Q: What was your inspiration for the novel, particularly Louisa’s character?

A: The novel is based, though loosely, on the story of my parents. I tried to imagine my mother as she had been before a botched operation shattered her life. In a way, that really meant creating the character from scratch, since I hadn't known the person my mother had been. But from old photographs and some anecdotes she told me, I had a sense of a young woman who was rather fragile but also a bit reckless, someone with a lot of romantic notions about life--and men--who was essentially not very well equipped to deal with harsh reality, nor to fight her corner. So that became the basis for Louisa's character.

Q: Many of the characters are Jewish immigrants who escaped Hitler’s Germany before it was too late. Despite being physically spared the horrors of concentration camps, everyone still must cope with their survivor’s guilt, albeit in a variety of ways. Did you feel it important to show the wider implication the Holocaust had to the Jewish community, even outside of Europe?

A: I'm not sure how important it is, given all the other problems in the world today, but I certainly feel there were many more lives affected by the Nazi persecutions than the figures cited for the dead would indicate. However fortunate they were to have escaped the horrors of the camps, emigrants who had experienced the nightmarish violence of Kristallnacht, after years of being demonized and turned into pariahs by the anti-Jewish laws, clearly had their own suffering to contend with as they struggled to start over in a place that was totally foreign to them. I tried to imagine, though really I can't imagine, what it was like for them to endure such a loss--of their country, their language, their right to practice their professions, as well as all their money and possessions--in middle age. Add to that their fears for the people they had left behind, and (in the case of Franz in particular) vivid memories of the terrible fate that had already befallen those they loved, and it's hard to see how they could simply put the past behind them and move on. Finally, as I tried to show with Gustav, many seemingly admirable human qualities, like sensitivity and compassion, only get in the way of the fight for survival. That still seems true for many refugees nowadays, not just the German Jews.

Q: Louisa is ostracized and isolated after the accident. However, her physical handicaps are, by today’s standards, rather manageable. How do you feel the story would have changed if this had happened 50 years later?

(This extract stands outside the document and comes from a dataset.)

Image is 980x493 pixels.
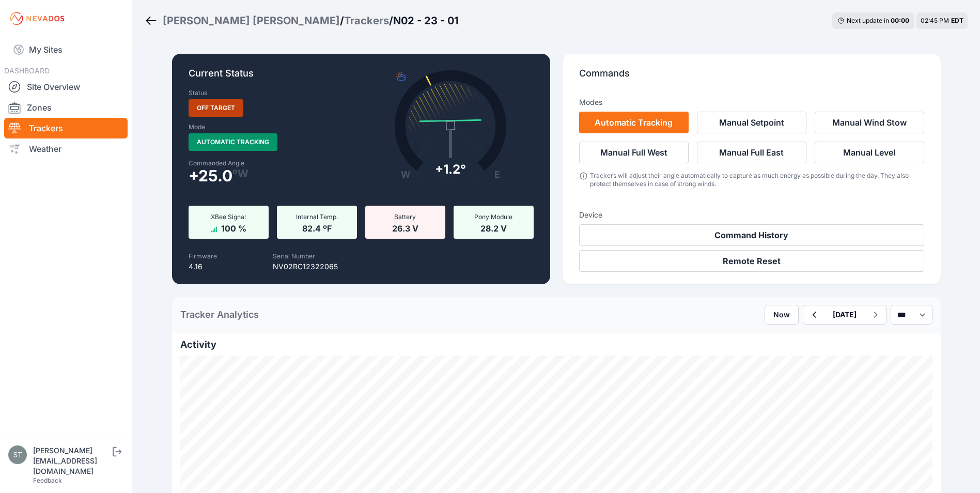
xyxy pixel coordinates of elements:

A: I am not sure if her marriage would have survived, but certainly she wouldn't have been hidden away for thirty years, and made to feel that her handicaps (which, as you point out, weren't that severe) were something for her to feel ashamed of. At the very least, she would have received various forms of physical therapy, and could have made some kind of life for herself. I also don't think everyone concerned would automatically have assumed that she had to surrender custody of her child because of her disabilities.

Q: The character of Rolf could easily have become a villain, yet instead, the reader often feels sorry for him. Was this a conscious decision on your part?

A: Definitely. I don't think it would be so interesting to show a bad man doing a bad thing--at least it wouldn't to me. I wanted to explore what happens when a man with a strong conscience does something that goes against all his principles, and then has to live with the knowledge of it for the rest of his life.


Review

“A first-rate literary work and a character study of loss.” —Kirkus Reviews

“Beautiful.”—Publishers Weekly

“In this poignant, vivid, and richly humane novel, Evelyn Toynton measures the weight of personal tragedy against the great catastrophes of 20th century history. Through its acute portrayal of émigré lives, The Oriental Wife deepens our insight into the condition of exile, the ambiguities of Americanization, and the arbitrariness of each love and each human fate.” —Eva Hoffman, author of Appassionata
 
“Evelyn Toynton puts me in mind of Jean Rhys: I felt that this was not a story I was reading but a life I was living. Beautifully written, richly evocative, The Oriental Wife had me in thrall from start to finish.” —Lynn Freed, author of The Servants' Quarters  

The Oriental Wife is a clear-eyed but tender, always intelligent, and beautifully observed group portrait of German Jews, their lives shattered by the Third Reich, painfully finding their way in England and the New World. A remarkable and virtuous achievement!” —Louis Begley, author of, most recently, Why the Dreyfus Affair Matters
 
“Rolf and Louisa are among the lucky few to escape Hitler’s Germany, but that’s where their luck ends. This is a tender, moving novel about the cruelty of fate, the difficulty of goodness, and the gulf between the suffering of refugees and the innocence of America.” —Carole Angier, the author of The Double Bond: The Life of Primo Levi

Product Details

  • Format: Kindle Edition
  • File Size: 381 KB
  • Publisher: Other Press (July 19, 2011)
  • Sold by: Amazon Digital Services
  • Language: English
  • ASIN: B004FEG2XQ
  • Text-to-Speech: Enabled
  • Average Customer Review: 3.6 out of 5 stars  See all reviews (34 customer reviews)
  • Amazon Best Sellers Rank: #65,294 Paid in Kindle Store (See Top 100 Paid in Kindle Store)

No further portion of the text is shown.